» **Saved data entries**
[Start of section]

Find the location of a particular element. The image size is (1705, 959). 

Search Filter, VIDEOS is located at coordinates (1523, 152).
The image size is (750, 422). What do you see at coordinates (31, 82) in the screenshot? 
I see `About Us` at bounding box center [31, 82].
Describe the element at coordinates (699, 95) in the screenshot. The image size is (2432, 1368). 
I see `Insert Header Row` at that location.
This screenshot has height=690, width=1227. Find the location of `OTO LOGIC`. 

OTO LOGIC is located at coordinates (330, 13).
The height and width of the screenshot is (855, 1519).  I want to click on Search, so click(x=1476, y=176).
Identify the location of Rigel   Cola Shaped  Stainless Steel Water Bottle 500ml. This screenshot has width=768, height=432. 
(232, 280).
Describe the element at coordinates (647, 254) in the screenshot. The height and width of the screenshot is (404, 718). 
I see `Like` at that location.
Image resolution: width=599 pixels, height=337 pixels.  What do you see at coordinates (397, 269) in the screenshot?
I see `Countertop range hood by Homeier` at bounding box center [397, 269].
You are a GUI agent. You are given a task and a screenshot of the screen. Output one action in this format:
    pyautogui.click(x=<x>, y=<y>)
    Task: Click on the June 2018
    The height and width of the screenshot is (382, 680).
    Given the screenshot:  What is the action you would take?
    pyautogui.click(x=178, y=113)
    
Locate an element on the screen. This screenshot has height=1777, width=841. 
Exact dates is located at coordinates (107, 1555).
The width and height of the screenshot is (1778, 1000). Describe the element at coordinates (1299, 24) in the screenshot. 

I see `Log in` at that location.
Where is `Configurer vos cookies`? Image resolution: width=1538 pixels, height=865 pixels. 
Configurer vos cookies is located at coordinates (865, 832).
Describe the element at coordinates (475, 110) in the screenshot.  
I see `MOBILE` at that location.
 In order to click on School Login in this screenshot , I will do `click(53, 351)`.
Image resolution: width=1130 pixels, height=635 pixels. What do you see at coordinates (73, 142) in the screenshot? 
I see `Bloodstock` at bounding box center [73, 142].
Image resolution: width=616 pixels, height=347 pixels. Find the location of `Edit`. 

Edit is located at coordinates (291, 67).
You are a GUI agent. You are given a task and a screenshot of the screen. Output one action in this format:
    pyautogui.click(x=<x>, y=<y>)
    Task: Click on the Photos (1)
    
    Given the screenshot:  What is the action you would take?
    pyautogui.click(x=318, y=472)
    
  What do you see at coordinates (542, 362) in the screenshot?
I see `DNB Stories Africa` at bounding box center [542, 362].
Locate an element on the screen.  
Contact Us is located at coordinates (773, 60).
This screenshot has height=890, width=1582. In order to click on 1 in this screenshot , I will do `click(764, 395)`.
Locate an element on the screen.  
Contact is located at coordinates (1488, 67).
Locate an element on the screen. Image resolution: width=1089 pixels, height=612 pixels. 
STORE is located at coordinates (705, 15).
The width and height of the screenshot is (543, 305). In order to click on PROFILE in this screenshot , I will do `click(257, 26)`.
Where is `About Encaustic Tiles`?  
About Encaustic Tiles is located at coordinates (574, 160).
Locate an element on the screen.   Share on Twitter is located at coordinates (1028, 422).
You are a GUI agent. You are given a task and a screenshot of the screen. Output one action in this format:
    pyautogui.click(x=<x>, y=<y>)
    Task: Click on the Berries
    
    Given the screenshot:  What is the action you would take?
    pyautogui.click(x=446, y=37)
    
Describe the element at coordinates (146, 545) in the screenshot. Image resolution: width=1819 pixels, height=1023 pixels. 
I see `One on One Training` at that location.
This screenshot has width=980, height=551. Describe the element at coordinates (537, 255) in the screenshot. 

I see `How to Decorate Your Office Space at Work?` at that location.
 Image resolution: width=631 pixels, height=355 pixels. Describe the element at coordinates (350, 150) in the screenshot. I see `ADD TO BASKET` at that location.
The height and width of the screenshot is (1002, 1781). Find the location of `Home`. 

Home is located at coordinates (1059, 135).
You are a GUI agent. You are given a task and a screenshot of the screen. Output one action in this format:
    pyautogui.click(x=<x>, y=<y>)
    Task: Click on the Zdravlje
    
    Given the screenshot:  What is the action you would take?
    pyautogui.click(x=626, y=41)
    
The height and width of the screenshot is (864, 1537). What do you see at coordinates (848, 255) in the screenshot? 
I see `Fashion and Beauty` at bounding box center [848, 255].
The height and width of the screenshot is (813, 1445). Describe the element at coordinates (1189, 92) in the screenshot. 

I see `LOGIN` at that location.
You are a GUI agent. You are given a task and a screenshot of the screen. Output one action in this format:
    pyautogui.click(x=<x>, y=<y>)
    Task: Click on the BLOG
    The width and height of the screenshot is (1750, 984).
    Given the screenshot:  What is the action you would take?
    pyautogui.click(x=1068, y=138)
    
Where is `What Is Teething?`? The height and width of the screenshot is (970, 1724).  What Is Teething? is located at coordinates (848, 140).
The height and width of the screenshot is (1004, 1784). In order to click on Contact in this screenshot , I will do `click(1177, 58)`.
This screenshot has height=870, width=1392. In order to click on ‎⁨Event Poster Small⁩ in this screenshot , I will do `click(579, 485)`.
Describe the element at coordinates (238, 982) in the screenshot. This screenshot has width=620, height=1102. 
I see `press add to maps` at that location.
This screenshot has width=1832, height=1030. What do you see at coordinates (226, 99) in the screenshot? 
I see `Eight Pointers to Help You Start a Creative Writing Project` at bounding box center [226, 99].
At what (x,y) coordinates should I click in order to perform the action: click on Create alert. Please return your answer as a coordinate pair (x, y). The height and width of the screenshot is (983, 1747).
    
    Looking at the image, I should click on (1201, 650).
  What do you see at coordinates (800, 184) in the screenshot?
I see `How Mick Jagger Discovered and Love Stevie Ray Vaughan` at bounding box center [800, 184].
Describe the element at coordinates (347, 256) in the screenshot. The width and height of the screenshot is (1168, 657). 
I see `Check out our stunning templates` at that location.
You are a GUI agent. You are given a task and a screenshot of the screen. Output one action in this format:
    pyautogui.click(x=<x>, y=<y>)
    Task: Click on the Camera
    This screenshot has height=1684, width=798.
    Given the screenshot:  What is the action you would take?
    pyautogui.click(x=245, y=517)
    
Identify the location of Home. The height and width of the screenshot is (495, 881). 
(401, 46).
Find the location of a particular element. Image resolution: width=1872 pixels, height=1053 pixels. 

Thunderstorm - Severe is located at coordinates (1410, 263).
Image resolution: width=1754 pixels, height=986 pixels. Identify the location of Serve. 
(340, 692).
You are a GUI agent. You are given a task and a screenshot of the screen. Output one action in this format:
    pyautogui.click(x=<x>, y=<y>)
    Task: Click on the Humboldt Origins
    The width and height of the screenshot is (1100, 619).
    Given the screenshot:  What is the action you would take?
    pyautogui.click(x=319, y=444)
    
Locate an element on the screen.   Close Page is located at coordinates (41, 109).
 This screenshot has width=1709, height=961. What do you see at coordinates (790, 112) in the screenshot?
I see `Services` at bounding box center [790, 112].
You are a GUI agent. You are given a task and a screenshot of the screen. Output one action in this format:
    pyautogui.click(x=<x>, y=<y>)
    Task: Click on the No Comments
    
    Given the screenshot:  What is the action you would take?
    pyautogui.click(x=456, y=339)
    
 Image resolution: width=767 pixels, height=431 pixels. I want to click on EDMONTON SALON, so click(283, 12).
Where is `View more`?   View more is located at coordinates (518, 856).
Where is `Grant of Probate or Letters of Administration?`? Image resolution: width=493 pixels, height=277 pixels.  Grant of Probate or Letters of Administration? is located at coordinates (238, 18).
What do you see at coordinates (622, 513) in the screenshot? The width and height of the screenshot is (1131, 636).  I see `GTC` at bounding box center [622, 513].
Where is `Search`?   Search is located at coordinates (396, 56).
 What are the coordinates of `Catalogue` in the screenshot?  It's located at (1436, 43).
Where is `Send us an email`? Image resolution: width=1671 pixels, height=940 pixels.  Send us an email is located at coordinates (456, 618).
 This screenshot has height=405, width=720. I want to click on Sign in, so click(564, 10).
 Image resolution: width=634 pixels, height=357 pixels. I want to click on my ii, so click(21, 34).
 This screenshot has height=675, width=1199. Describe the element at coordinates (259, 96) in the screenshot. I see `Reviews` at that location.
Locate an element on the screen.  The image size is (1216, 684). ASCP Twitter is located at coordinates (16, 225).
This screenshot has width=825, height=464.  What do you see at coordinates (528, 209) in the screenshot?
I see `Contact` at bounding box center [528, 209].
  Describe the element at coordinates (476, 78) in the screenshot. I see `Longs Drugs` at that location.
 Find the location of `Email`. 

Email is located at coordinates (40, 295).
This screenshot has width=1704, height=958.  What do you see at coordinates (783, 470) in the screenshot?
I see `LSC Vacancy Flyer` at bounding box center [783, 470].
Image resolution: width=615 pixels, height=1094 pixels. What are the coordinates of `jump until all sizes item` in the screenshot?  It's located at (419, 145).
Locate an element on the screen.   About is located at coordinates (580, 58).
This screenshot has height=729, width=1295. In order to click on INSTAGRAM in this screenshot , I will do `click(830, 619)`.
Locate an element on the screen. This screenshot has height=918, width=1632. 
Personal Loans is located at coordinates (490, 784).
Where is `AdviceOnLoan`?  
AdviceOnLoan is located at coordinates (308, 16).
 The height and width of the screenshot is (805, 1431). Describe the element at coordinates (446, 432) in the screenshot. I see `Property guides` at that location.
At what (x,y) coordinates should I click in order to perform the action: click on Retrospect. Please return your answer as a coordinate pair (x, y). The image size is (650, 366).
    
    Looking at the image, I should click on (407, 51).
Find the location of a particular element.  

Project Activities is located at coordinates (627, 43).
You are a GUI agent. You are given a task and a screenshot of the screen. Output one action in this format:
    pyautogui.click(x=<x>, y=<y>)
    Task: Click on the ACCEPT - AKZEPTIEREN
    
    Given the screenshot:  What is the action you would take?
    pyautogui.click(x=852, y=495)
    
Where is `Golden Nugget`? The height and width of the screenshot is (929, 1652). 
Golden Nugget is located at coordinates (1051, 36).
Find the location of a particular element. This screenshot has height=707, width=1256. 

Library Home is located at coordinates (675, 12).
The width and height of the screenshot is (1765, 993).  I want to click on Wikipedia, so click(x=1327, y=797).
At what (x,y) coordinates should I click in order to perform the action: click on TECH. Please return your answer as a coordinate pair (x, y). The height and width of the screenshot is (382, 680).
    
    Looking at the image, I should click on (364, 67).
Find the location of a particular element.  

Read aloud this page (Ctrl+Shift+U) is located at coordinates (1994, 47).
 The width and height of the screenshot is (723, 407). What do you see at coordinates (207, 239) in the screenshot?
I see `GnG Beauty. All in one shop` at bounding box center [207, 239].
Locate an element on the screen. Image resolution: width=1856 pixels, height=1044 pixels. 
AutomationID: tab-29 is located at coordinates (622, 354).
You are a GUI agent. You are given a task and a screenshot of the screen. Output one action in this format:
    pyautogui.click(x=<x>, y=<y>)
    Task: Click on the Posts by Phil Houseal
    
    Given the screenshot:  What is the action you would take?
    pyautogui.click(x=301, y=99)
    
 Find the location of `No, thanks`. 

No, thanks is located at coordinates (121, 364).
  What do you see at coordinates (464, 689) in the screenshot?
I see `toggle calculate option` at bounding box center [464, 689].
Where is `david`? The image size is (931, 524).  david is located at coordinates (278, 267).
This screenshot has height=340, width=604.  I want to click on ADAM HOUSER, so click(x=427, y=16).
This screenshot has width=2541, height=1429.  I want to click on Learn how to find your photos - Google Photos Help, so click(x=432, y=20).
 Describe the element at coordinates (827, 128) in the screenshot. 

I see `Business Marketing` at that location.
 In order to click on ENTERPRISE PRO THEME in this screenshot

[End of section]

» **Work to complete**
With "Photos" as the string to look for, count the matching lines in the entries above and report only the number.

» **Response below**
2